- Opening Delimiter -
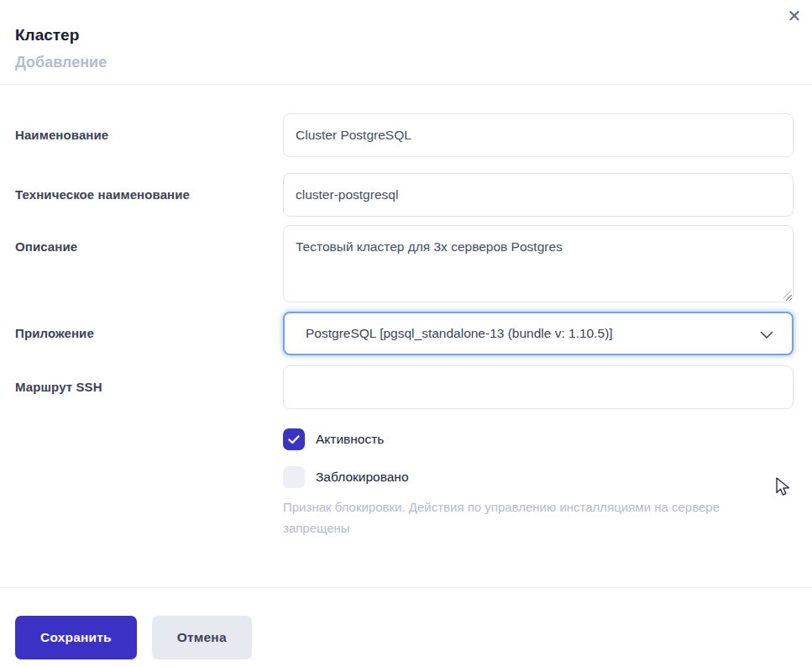  Describe the element at coordinates (294, 477) in the screenshot. I see `blocked-checkbox` at that location.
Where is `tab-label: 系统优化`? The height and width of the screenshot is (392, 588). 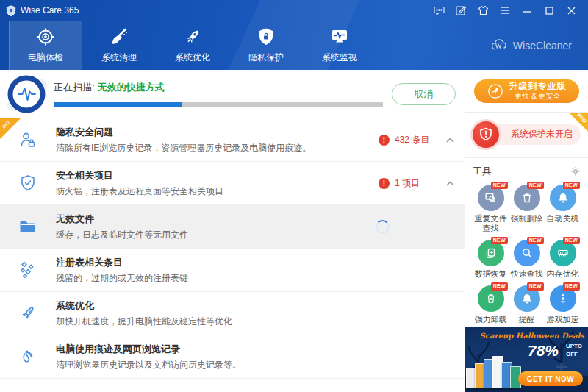 tab-label: 系统优化 is located at coordinates (193, 57).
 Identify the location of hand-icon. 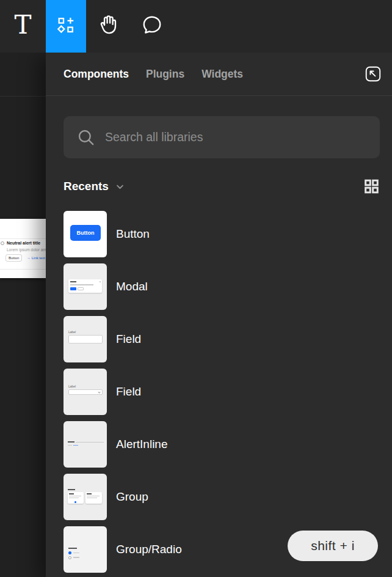
(108, 26).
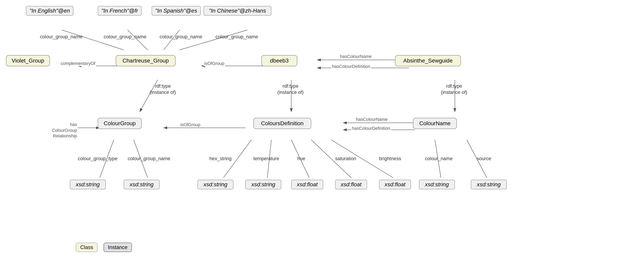 The width and height of the screenshot is (644, 264). What do you see at coordinates (125, 37) in the screenshot?
I see `cgn-label-2: colour_group_name` at bounding box center [125, 37].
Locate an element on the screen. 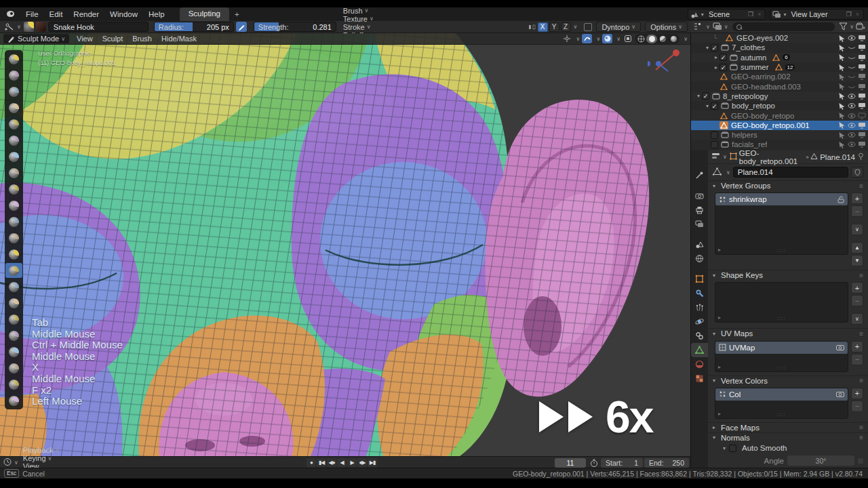  shading-material-icon is located at coordinates (663, 39).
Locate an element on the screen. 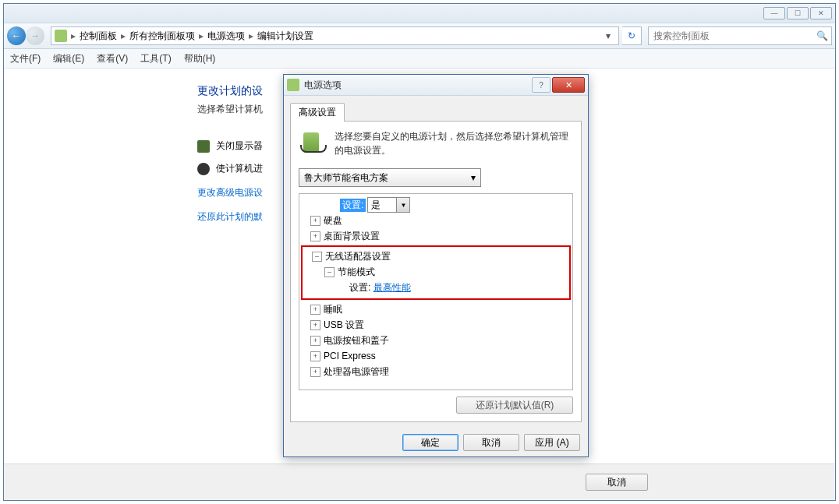  control-panel-icon is located at coordinates (61, 36).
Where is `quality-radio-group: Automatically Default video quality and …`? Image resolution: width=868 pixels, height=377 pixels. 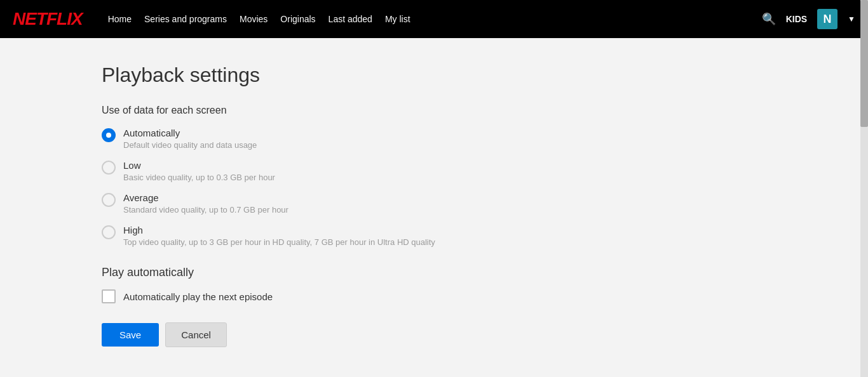 quality-radio-group: Automatically Default video quality and … is located at coordinates (286, 187).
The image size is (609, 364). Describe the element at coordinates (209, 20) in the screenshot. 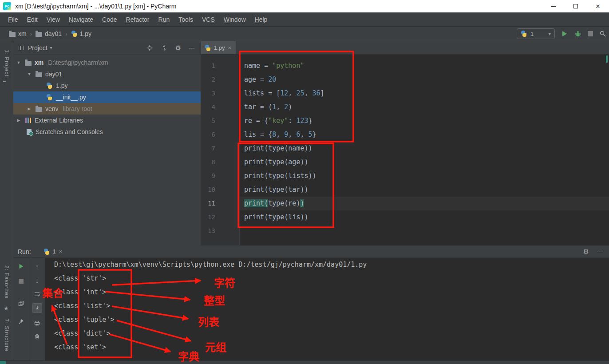

I see `menu-vcs: VCS` at that location.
- Closing Delimiter -
- [WHAT YOU HAVE TO DO]
All lines from the one containing "The image size" to the last line of the records above, and no others, should be returned unchanged, without pictures.

- [RESPONSE]
The image size is (609, 364). Describe the element at coordinates (209, 20) in the screenshot. 

I see `menu-vcs: VCS` at that location.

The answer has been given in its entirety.